DOI: 10.1063/5.0332469 ISSN: 1070-664X

Geometric constraints on vorticity and helicity in relativistic ideal flows

Mohsen Hazrati, Homayoon Eshraghi, Helia Farahbakhsh

This paper investigates geometric constraints on vorticity and helicity in ideal, isentropic, compressible relativistic flows. The natural dynamical variable in this setting is the relativistic fluid momentum p→=(γw/c2)V→, whose curl Ω→t=∇→×p→ is the relativistic fluid vorticity: it encodes both the kinematic and the thermal inertia of the fluid element, satisfies a frozen-in evolution equation, and reduces smoothly to the Helmholtz vorticity ∇→×V→ in the non-relativistic limit. This object admits a further unification with the electromagnetic field into a magnetofluid tensor; the present work, however, is concerned with the purely hydrodynamic regime and the geometric content of Ω→t itself. We analyze the interplay between Ω→t, the Biot–Savart helicity, and the physical helicity, and derive three hierarchical conditions. First, if Ω→t≡0→, then the scalar density V→·(∇→×V→) vanishes everywhere; by the Frobenius theorem, this yields, on the open set {V→≠0→}, a local foliation by surfaces orthogonal to V→ (a global foliation requires additional global/topological hypotheses). Second, if the conserved relativistic physical helicity vanishes, HRPh=0, then there exists at least one point in each time slice at which V→·(∇→×V→)=0. Third, in the ultra-relativistic matter-dominated regime (kBT≫m0c2), where p→=ζγTV→, the condition Ω→t≡0→ forces vortex lines to lie on the level surfaces of γT. We emphasize that the expansion of Ω→t contains an additional term ∇→(γw/c2)×V→ with no non-relativistic counterpart; it is precisely this term that makes the present geometric phenomena genuinely relativistic. In particular, Ω→t can vanish while ∇→×V→ does not, leading to the orthogonality of V→ and ∇→×V→ (special condition I) and, in the ultra-relativistic regime, the confinement of vortex lines to level sets of γT (special condition III). These results provide analytically checkable constraints for ideal relativistic-flow models and numerical simulations.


### REQUIRED ACTION
Print the listing in full, with no character changed.

### DATASET EXTRACT
────────────────
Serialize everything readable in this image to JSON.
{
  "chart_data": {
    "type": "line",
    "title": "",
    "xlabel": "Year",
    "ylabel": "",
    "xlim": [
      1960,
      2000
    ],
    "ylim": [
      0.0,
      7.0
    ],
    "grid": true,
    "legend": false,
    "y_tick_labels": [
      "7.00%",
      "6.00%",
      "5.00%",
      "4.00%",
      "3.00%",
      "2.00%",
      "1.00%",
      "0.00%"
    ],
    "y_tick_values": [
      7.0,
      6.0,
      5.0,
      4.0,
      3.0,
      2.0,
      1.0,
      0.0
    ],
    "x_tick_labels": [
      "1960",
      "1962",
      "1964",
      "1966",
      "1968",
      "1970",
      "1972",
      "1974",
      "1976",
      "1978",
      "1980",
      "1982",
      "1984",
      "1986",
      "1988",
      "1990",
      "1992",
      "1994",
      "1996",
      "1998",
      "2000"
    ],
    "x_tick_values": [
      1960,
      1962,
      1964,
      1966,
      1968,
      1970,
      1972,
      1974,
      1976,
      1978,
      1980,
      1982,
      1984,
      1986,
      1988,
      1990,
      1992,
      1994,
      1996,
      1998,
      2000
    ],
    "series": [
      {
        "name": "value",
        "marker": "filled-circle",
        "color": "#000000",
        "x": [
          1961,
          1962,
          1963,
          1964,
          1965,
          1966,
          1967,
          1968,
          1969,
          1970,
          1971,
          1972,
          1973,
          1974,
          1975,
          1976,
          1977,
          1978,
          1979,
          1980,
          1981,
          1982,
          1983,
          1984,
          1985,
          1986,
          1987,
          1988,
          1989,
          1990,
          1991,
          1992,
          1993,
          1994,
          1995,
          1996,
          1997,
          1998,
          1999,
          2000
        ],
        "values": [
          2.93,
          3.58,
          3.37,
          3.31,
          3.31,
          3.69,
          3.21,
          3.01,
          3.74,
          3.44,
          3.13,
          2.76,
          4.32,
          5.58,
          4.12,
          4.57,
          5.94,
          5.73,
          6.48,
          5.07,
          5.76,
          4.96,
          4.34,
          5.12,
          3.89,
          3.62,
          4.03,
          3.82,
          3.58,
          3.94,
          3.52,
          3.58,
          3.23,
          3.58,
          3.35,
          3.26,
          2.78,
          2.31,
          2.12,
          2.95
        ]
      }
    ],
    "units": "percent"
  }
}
────────────────
### SOLUTION
Serialize everything readable in this image to JSON.
{
  "chart_data": {
    "type": "line",
    "title": "",
    "xlabel": "Year",
    "ylabel": "",
    "xlim": [
      1960,
      2000
    ],
    "ylim": [
      0.0,
      7.0
    ],
    "grid": true,
    "legend": false,
    "y_tick_labels": [
      "7.00%",
      "6.00%",
      "5.00%",
      "4.00%",
      "3.00%",
      "2.00%",
      "1.00%",
      "0.00%"
    ],
    "y_tick_values": [
      7.0,
      6.0,
      5.0,
      4.0,
      3.0,
      2.0,
      1.0,
      0.0
    ],
    "x_tick_labels": [
      "1960",
      "1962",
      "1964",
      "1966",
      "1968",
      "1970",
      "1972",
      "1974",
      "1976",
      "1978",
      "1980",
      "1982",
      "1984",
      "1986",
      "1988",
      "1990",
      "1992",
      "1994",
      "1996",
      "1998",
      "2000"
    ],
    "x_tick_values": [
      1960,
      1962,
      1964,
      1966,
      1968,
      1970,
      1972,
      1974,
      1976,
      1978,
      1980,
      1982,
      1984,
      1986,
      1988,
      1990,
      1992,
      1994,
      1996,
      1998,
      2000
    ],
    "series": [
      {
        "name": "value",
        "marker": "filled-circle",
        "color": "#000000",
        "x": [
          1961,
          1962,
          1963,
          1964,
          1965,
          1966,
          1967,
          1968,
          1969,
          1970,
          1971,
          1972,
          1973,
          1974,
          1975,
          1976,
          1977,
          1978,
          1979,
          1980,
          1981,
          1982,
          1983,
          1984,
          1985,
          1986,
          1987,
          1988,
          1989,
          1990,
          1991,
          1992,
          1993,
          1994,
          1995,
          1996,
          1997,
          1998,
          1999,
          2000
        ],
        "values": [
          2.93,
          3.58,
          3.37,
          3.31,
          3.31,
          3.69,
          3.21,
          3.01,
          3.74,
          3.44,
          3.13,
          2.76,
          4.32,
          5.58,
          4.12,
          4.57,
          5.94,
          5.73,
          6.48,
          5.07,
          5.76,
          4.96,
          4.34,
          5.12,
          3.89,
          3.62,
          4.03,
          3.82,
          3.58,
          3.94,
          3.52,
          3.58,
          3.23,
          3.58,
          3.35,
          3.26,
          2.78,
          2.31,
          2.12,
          2.95
        ]
      }
    ],
    "units": "percent"
  }
}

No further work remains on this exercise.